Resistance to Komen's assault on Planned Parenthood reminds us of our strengt... by rss@dailykos.com (Meteor Blades) 3 Feb 2012 at 6:14pm Click to donate As Kaili Joy Gray pointed out earlier here today, the Komen Foundation hasn't reversed its decision not to fund grants for Planned Parenthood. It's made one of those phony apologies designed to deflect criticism rather than renounce its previous stance and its public leadership is still pretending that its move was not political. So all those folks, including some Congresspeople, who uncorked the Champagne to toast the defeat of the pink giant are celebrating prematurely. What is worth celebrating, however, is the instantaneous and spontaneous and powerful reaction of the blogosphere and social media that first spotlighted Komen's decision, splattered it from coast to coast, drove a hugely successful fund-raising effort for Planned Parenthood and?assisted by Komen's incompetent management of the crisis it had created?permanently damaged the foundation's brand, bringing to light information that few Americans have previously heard. That is a victory. And it shouldn't be nay-said. But while quaffing the bubbly, that victory should be recognized for what it is: self-defense. Together, those of us who believe in ensuring that women without means can get basic and preventive health care as well as exercise their reproductive rights, fought what amounted to a rearguard action, struggling to hang onto ground gained long ago. It's not unlike other struggles in other arenas, like those we engage in these days to hang onto the gains of the New Deal and Great Society while right-wing forces do their damnedest to dismantle them. But what we need is both self-defense and offense. What we've witnessed and participated in during the past two days has been a skirmish in an on-going war with relentless, ruthless foes. This was not an isolated event but a line item on the agenda of a right wing movement determined to return us to the way things were. For the record, those weren't the good old days. (Continue reading below the fold.)

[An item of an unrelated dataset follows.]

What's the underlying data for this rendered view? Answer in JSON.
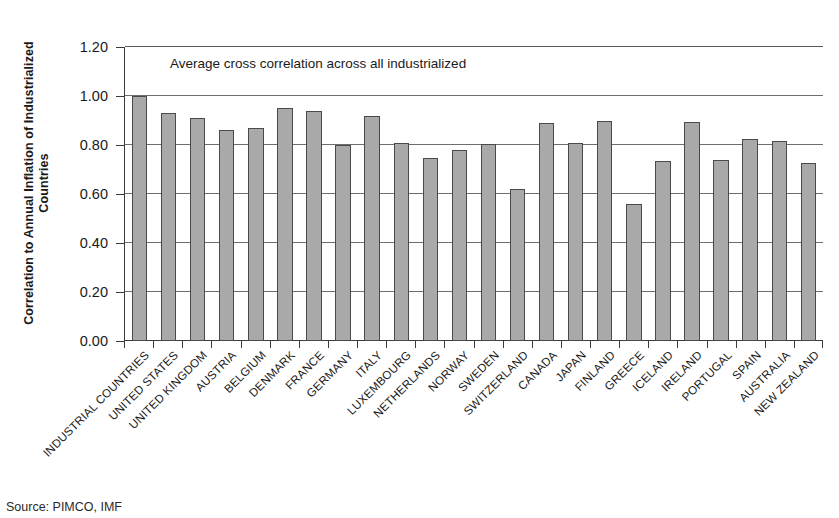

Cheers and Jeers: Rum and Coke FRIDAY! by rss@dailykos.com (Bill in Portland Maine) 3 Feb 2012 at 7:30pm From the GREAT STATE OF MAINE? Late Night Snarksters Document Teh Crazy: "I don't know whether Mitt Romney or Newt Gingrich won [in Florida], but we do know one thing for certain: tomorrow both of them can go back to ignoring Latinos."---Stephen Colbert - ?Newt may be toast already. The Republican establishment have the knives out for him. Tom DeLay said Newt Gingrich was the most despicable human being he has seen since shaving this morning.? ---Bill Maher - ?Mitt Romney is getting some heat today for something he said on CNN. He said he's not concerned about the very poor. ... Romney said the quote was taken out of context and that he absolutely cares about the poor. In fact, his campaign bus runs on the tears of the poor." ---Jimmy Kimmel - "Rick Santorum says Newt Gingrich is too hot, Mitt Romney is too cold, but he's the 'Goldilocks candidate.' Yes, nothing gets voters excited like comparing yourself to tepid porridge." ---Craig Ferguson - "A new website just came out that?s designed to calculate how long it takes Mitt Romney to earn your salary. So from now on, whenever Mitt Romney is running late, he can call there and say, 'I'll be there in five teachers.'" ---Conan O'Brien Lots more at Dan Kurtzman's place. Oh, and something I heard this week on The Daily Show that you should know about: Jon Stewart: Your opponent, Scott Brown, has said the media doesn?t give you tough questions, so I'm going to start you off with one that I think is very difficult and somewhat complex. You're running for Senate in Massachusetts, [but] you're in New York right now. Who's the better quarterback, Tom Brady or Eli Manning?Elizabeth Warren: I hate to tell you this, but Tom Brady. The Pats are gonna spank the Giants. We're gonna git'cha! I'm sorry, it's just reality. We have nothing further to add. Your west coast-friendly edition of Cheers and Jeers starts below the fold... [Swoosh!!] RIGHTNOW! [Gong!!]